[Review] HP Ink Advantage K209a: makes perfect cents

Dollars. Cents. The Ringgit. The Pocket. When it comes to printing and the trail of consumables that follow, cost over medium to long term is a major concern when considering a printer purchase. The trend by manufacturers has generally been to lower cost of ownership by offering printers for dirt-cheap prices, then profit from consumables and accessories. So what if there existed a workhorse that was cheap to buy, then even cheaper to run? What if this printer with its special ink technology could print up to 600 pages per cartridge? Read on.

hp-703-ink-cartridges-ink-supplies

Global printing leader HP has done just that with its all-new HP Ink Advantage System, featuring its innovative ultra low-cost, high capacity ink system, which launched recently at the Curve. Complementing this ink system are the new HP Deskjet Ink Advantage K209a and HP Deskjet Ink Advantage 2060 All-in-One printers.

I was given a K209a test unit for a few days.

Installation

Installing the K703 ink cartridges was effortless. The bundled installer CD contained the necessary drivers and print utility. Installed without a cinch on my MacBook Pro running Mac OS X 10.6.7. Within minutes I was already printing my first test page. What I noticed is that printing performance is snappy. While the printer is a little frantic and noisy as it picks up the paper and rolls it in, the speed and quality is certainly welcomed. I tested using different settings, first using fast draft in black and white, then gradually building up to fast draft, then quality print in colour.

HP Ink Advantage System K703

Performance

Fast drafts in black and white were very quick to print, but blacks were desaturated, for obvious reasons. Great for printing notes and plain text documents. Fast draft is better for general documents. Quality prints took up longer time to print but offered much crisper and sharper text and color vibrant, even on plain paper. I didn’t get a chance to test it on photo quality paper, but as far as my experience with HP printers over the years, I expect that to be top notch.

HP K209a Inkjet Printer

I didn’t have 600 pages of documents to print, however, HP’s internal claims with page yields for the black cartridge are to industry standards (ISO/IEC 24711). Under the ISO 24711 testing guidelines, a standard set of five 8 1/2 x 11 pages is printed continuously until the cartridge reaches end-of-life. ISO standard page are used only as a starting point for comparison purposes, and not to predict the actual yield the HP printer and cartridge. Actual yield varies considerably based on the content of printed pages, frequency of printing, ink used in printer set-up and other factors. HP has a separate yield standard for photo printing.

Regardless, 600 pages per cartridge is impressive. What’s more impressive is the price of both the black and tri-colour ink cartridges in the Ink Advantage Series (HP703 / HP704) a value-for-money RM27 (RRP). Very light on the pocket. Perfect for home and SOHO use.

HP K209a Inkjet

Verdict

Where the Deskjet K209a printer is concerned, I’m pretty impressed with it as an AIO (All-in-One). I currently use a HP OfficeJet 5610 in the office which has fax functions built-in. While the K209a lacks telephony, it is still a good entry-level all-rounder. If you’re in the market for an affordable AIO printer, give the Deskjet K209a and Deskjet K2060 with HP Ink Advantage System a shot. It works!

Vernon
Vernon is the founder and chief editor of Vernonchan.com. A graphic designer by profession, he has a deep love for technology, cars, gadgets, food, and travel. He tweets too much and is also known as a caffeine bacterium ("life's too short for bad coffee"). Bleeds Blue (go Chelsea FC!) and considers BMW, Porsche, Alfa Romeo cars to have in the garage--hallmarks of a true petrolhead.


What to do
Write the listing below out again in full, dropping its pictures.

Records for the task
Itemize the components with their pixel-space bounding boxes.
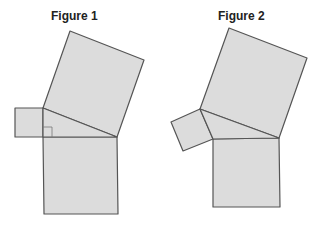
figure-1: [15, 31, 144, 214]
diagram-canvas: [0, 0, 320, 226]
figure-1-bottom-square: [43, 137, 118, 214]
figure-2-bottom-square: [213, 138, 280, 207]
figure-1-small-square: [15, 108, 43, 137]
figure-2: [171, 28, 307, 207]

Response to the exercise
Itemize the components with their pixel-space bounding boxes.
figure-1: [15, 31, 144, 214]
diagram-canvas: [0, 0, 320, 226]
figure-1-bottom-square: [43, 137, 118, 214]
figure-2-bottom-square: [213, 138, 280, 207]
figure-1-small-square: [15, 108, 43, 137]
figure-2: [171, 28, 307, 207]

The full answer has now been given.